Environmental groups in China are mulling over the potential impact of a law approved by the Standing Committee of China’s National People’s Congress on April 28, 2016.  The Law on the Administration of Activities by Foreign Non-Governmental Organizations within the People’s Republic of China imposes strict regulations on the activities of foreign non-governmental organizations (NGOs) in China.  It requires annual reporting of planned NGO activities and authorizes local police and security forces to supervise and audit NGO activities.  Student exchanges are exempted from the law and the activities of environmental NGOs are given favorable treatment.  However, my sources in China indicate that the law is quite vague, and may give greater license to authorities to crack down on anything NGOs do that they do not like.  

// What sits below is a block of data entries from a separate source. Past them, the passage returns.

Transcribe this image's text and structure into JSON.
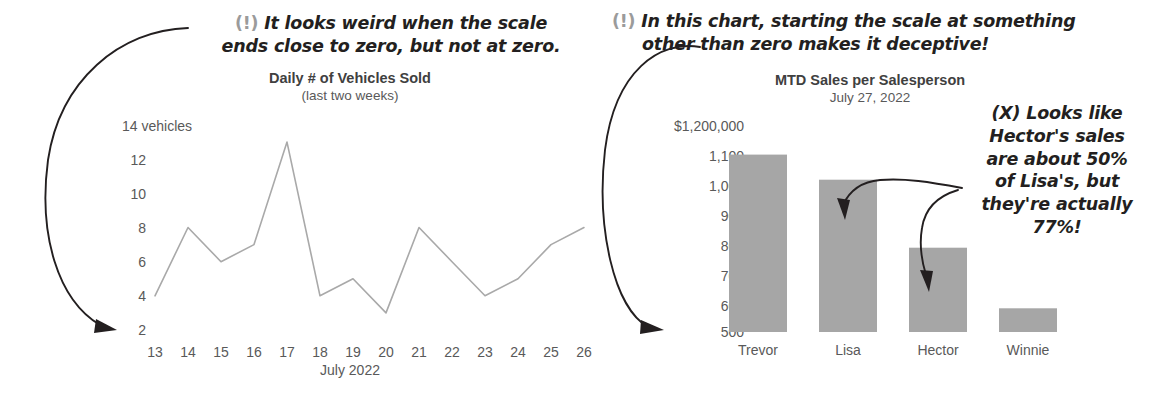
{
  "page": {
    "background": "#ffffff",
    "width": 1165,
    "height": 402
  },
  "annotations": {
    "left": {
      "marker": "(!)",
      "line1_a": " It looks weird when the scale",
      "line2_a": "ends ",
      "line2_em1": "close",
      "line2_b": " to zero, but not ",
      "line2_em2": "at",
      "line2_c": " zero.",
      "full_text": "(!) It looks weird when the scale ends close to zero, but not at zero."
    },
    "right": {
      "marker": "(!)",
      "line1": " In this chart, starting the scale at something",
      "line2": "other than zero makes it deceptive!",
      "full_text": "(!) In this chart, starting the scale at something other than zero makes it deceptive!"
    },
    "hector": {
      "marker": "(X)",
      "line1": "(X) Looks like",
      "line2": "Hector's sales",
      "line3": "are about 50%",
      "line4": "of Lisa's, but",
      "line5": "they're actually",
      "line6": "77%!",
      "full_text": "(X) Looks like Hector's sales are about 50% of Lisa's, but they're actually 77%!"
    }
  },
  "colors": {
    "bar_fill": "#a6a6a6",
    "line_stroke": "#a9a9a9",
    "axis_text": "#595959",
    "title_text": "#404040",
    "anno_text": "#231f20",
    "anno_marker": "#9b9b9b"
  },
  "chart_data": [
    {
      "type": "line",
      "title": "Daily # of Vehicles Sold",
      "subtitle": "(last two weeks)",
      "xlabel": "July 2022",
      "ylabel": "",
      "y_unit_label": "14 vehicles",
      "x": [
        13,
        14,
        15,
        16,
        17,
        18,
        19,
        20,
        21,
        22,
        23,
        24,
        25,
        26
      ],
      "xticklabels": [
        "13",
        "14",
        "15",
        "16",
        "17",
        "18",
        "19",
        "20",
        "21",
        "22",
        "23",
        "24",
        "25",
        "26"
      ],
      "values": [
        4,
        8,
        6,
        7,
        13,
        4,
        5,
        3,
        8,
        6,
        4,
        5,
        7,
        8
      ],
      "yticks": [
        14,
        12,
        10,
        8,
        6,
        4,
        2
      ],
      "yticklabels": [
        "14 vehicles",
        "12",
        "10",
        "8",
        "6",
        "4",
        "2"
      ],
      "ylim": [
        2,
        14
      ],
      "grid": false,
      "legend": false
    },
    {
      "type": "bar",
      "title": "MTD Sales per Salesperson",
      "subtitle": "July 27, 2022",
      "xlabel": "",
      "ylabel": "",
      "categories": [
        "Trevor",
        "Lisa",
        "Hector",
        "Winnie"
      ],
      "values": [
        1100000,
        1015000,
        785000,
        580000
      ],
      "value_labels_thousands": [
        "1,100",
        "1,015",
        "785",
        "580"
      ],
      "yticks": [
        1200000,
        1100000,
        1000000,
        900000,
        800000,
        700000,
        600000,
        500000
      ],
      "yticklabels": [
        "$1,200,000",
        "1,100",
        "1,000",
        "900",
        "800",
        "700",
        "600",
        "500"
      ],
      "ylim": [
        500000,
        1200000
      ],
      "grid": false,
      "legend": false
    }
  ],
  "line_chart_ticks": {
    "y": [
      {
        "label": "14 vehicles",
        "value": 14
      },
      {
        "label": "12",
        "value": 12
      },
      {
        "label": "10",
        "value": 10
      },
      {
        "label": "8",
        "value": 8
      },
      {
        "label": "6",
        "value": 6
      },
      {
        "label": "4",
        "value": 4
      },
      {
        "label": "2",
        "value": 2
      }
    ],
    "x": [
      "13",
      "14",
      "15",
      "16",
      "17",
      "18",
      "19",
      "20",
      "21",
      "22",
      "23",
      "24",
      "25",
      "26"
    ]
  },
  "bar_chart_ticks": {
    "y": [
      "$1,200,000",
      "1,100",
      "1,000",
      "900",
      "800",
      "700",
      "600",
      "500"
    ],
    "x": [
      "Trevor",
      "Lisa",
      "Hector",
      "Winnie"
    ]
  }
}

On May 2 Brazilian prosecutors filed a 359-page civil lawsuit seeking $44 billion in damages from mining giants Vale and BHP Billiton for the 2015 collapse of a tailings dam at their Samarco project, which killed 17 people and caused massive environmental damage.  The size of the claim shocked many investors who had assumed that a $3 billion settlement reached by the companies by the government in March would encompass most of the companies’ liability.  Many lawyers were skeptical of the prosecutors’ ability to recover anything like $44 billion, noting that an $11 billion claim brought against Chevron for a Brazilian oil spill in 2011 eventually was settled for only $42 million.  However, the Brazilian government noted that the size of the most recent disaster was equivalent to the BP oil spill that has resulted in similarly large damages.   Samantha Pearson & James Wilson, Vale and BHP Rocked by $44 Billion Dam Lawsuit, Financial Times, May 5, 2016, at 14. 

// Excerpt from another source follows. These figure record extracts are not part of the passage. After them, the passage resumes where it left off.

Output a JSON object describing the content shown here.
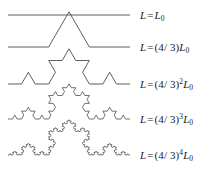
{
  "figure": {
    "background_color": "#ffffff",
    "stroke_color": "#4d4d4d",
    "stroke_width": 0.9,
    "label_color": "#1a1a1a"
  },
  "chart_data": {
    "type": "line",
    "title": "",
    "xlabel": "",
    "ylabel": "",
    "base_symbol": "L",
    "initiator_symbol": "L_0",
    "ratio": "4/3",
    "rows": [
      {
        "iteration": 0,
        "segments": 1,
        "baseline_y": 15,
        "x_start": 8,
        "x_end": 130,
        "label_x": 140,
        "label_y": 9,
        "label_plain": "L = L0",
        "label": {
          "lhs": "L",
          "equals": "=",
          "coefficient": "",
          "base": "L",
          "subscript": "0",
          "exponent": ""
        }
      },
      {
        "iteration": 1,
        "segments": 4,
        "baseline_y": 47,
        "x_start": 8,
        "x_end": 130,
        "label_x": 140,
        "label_y": 41,
        "label_plain": "L = (4/3)L0",
        "label": {
          "lhs": "L",
          "equals": "=",
          "coefficient": "(4/ 3)",
          "base": "L",
          "subscript": "0",
          "exponent": ""
        }
      },
      {
        "iteration": 2,
        "segments": 16,
        "baseline_y": 84,
        "x_start": 8,
        "x_end": 130,
        "label_x": 140,
        "label_y": 78,
        "label_plain": "L = (4/3)^2 L0",
        "label": {
          "lhs": "L",
          "equals": "=",
          "coefficient": "(4/ 3)",
          "base": "L",
          "subscript": "0",
          "exponent": "2"
        }
      },
      {
        "iteration": 3,
        "segments": 64,
        "baseline_y": 119,
        "x_start": 8,
        "x_end": 130,
        "label_x": 140,
        "label_y": 113,
        "label_plain": "L = (4/3)^3 L0",
        "label": {
          "lhs": "L",
          "equals": "=",
          "coefficient": "(4/ 3)",
          "base": "L",
          "subscript": "0",
          "exponent": "3"
        }
      },
      {
        "iteration": 4,
        "segments": 256,
        "baseline_y": 155,
        "x_start": 8,
        "x_end": 130,
        "label_x": 140,
        "label_y": 149,
        "label_plain": "L = (4/3)^4 L0",
        "label": {
          "lhs": "L",
          "equals": "=",
          "coefficient": "(4/ 3)",
          "base": "L",
          "subscript": "0",
          "exponent": "4"
        }
      }
    ]
  }
}
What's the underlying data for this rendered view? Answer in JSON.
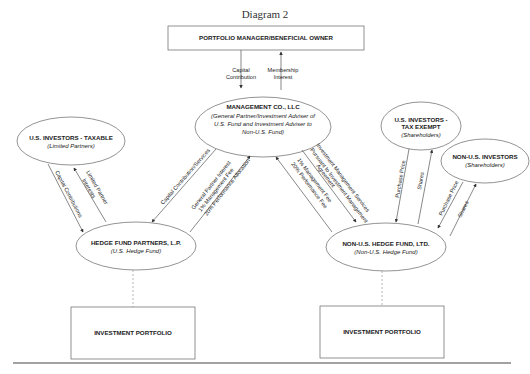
{
  "title": "Diagram 2",
  "nodes": {
    "portfolio_manager": {
      "label": "PORTFOLIO MANAGER/BENEFICIAL OWNER"
    },
    "management_co": {
      "label": "MANAGEMENT CO., LLC",
      "sub1": "(General Partner/Investment Adviser of",
      "sub2": "U.S. Fund and Investment Adviser to",
      "sub3": "Non-U.S. Fund)"
    },
    "us_taxable": {
      "label": "U.S. INVESTORS - TAXABLE",
      "sub": "(Limited Partners)"
    },
    "us_tax_exempt": {
      "label1": "U.S. INVESTORS -",
      "label2": "TAX EXEMPT",
      "sub": "(Shareholders)"
    },
    "non_us_investors": {
      "label": "NON-U.S. INVESTORS",
      "sub": "(Shareholders)"
    },
    "hedge_fund_lp": {
      "label": "HEDGE FUND PARTNERS, L.P.",
      "sub": "(U.S. Hedge Fund)"
    },
    "non_us_fund": {
      "label": "NON-U.S. HEDGE FUND, LTD.",
      "sub": "(Non-U.S. Hedge Fund)"
    },
    "portfolio_left": {
      "label": "INVESTMENT PORTFOLIO"
    },
    "portfolio_right": {
      "label": "INVESTMENT PORTFOLIO"
    }
  },
  "edges": {
    "capital_contribution_1": "Capital",
    "capital_contribution_2": "Contribution",
    "membership_1": "Membership",
    "membership_2": "Interest",
    "taxable_capital": "Capital Contributions",
    "lp_interests_1": "Limited Partner",
    "lp_interests_2": "Interests",
    "lp_capital_services": "Capital Contribution/Services",
    "gp_interest": "General Partner Interest",
    "gp_mgmt_fee": "1% Management Fee",
    "gp_perf_alloc": "20% Performance Allocation",
    "nonus_mgmt_fee": "1% Management Fee",
    "nonus_perf_fee": "20% Performance Fee",
    "ims_1": "Investment Management Services",
    "ims_2": "Pursuant to Investment Management",
    "ims_3": "Agreement",
    "exempt_purchase": "Purchase Price",
    "exempt_shares": "Shares",
    "nonus_purchase": "Purchase Price",
    "nonus_shares": "Shares"
  }
}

On May 2 the Supreme Court of Colorado struck down two local laws - one that banned hydraulic fracturing and another imposing a moratorium on fracking operations. The rulings declared that local regulation of fracking was preempted by state law.   The Texas Supreme Court previously struck down Houston’s air pollution control law holding that it was preempted by state law.


This week President Obama held a joint meeting at the White House with the leaders of Sweden, Norway, Denmark, Finland and Iceland.  While much of the “Nordic Summit” was focused on national security and immigration issues, the joint statement released by the leaders has a significant environmental component (https://www.whitehouse.gov/the-press-office/2016/05/13/us-nordic-leaders-summit-joint-statement).  It does not adopt environmentalists’s call for a complete ban on oil drilling in the arctic, Nordic Summit, Juliet Eilperin, Drilling in Arctic Ebbs Amid Calls for Full Ban, Washington Post, May 11, 2016, at A6, but it emphasizes the importance of all countries carrying out the Paris Agreement on climate change and it pledges continuity as the leadership of the Arctic Council passes from the U.S. to Finland and then Iceland.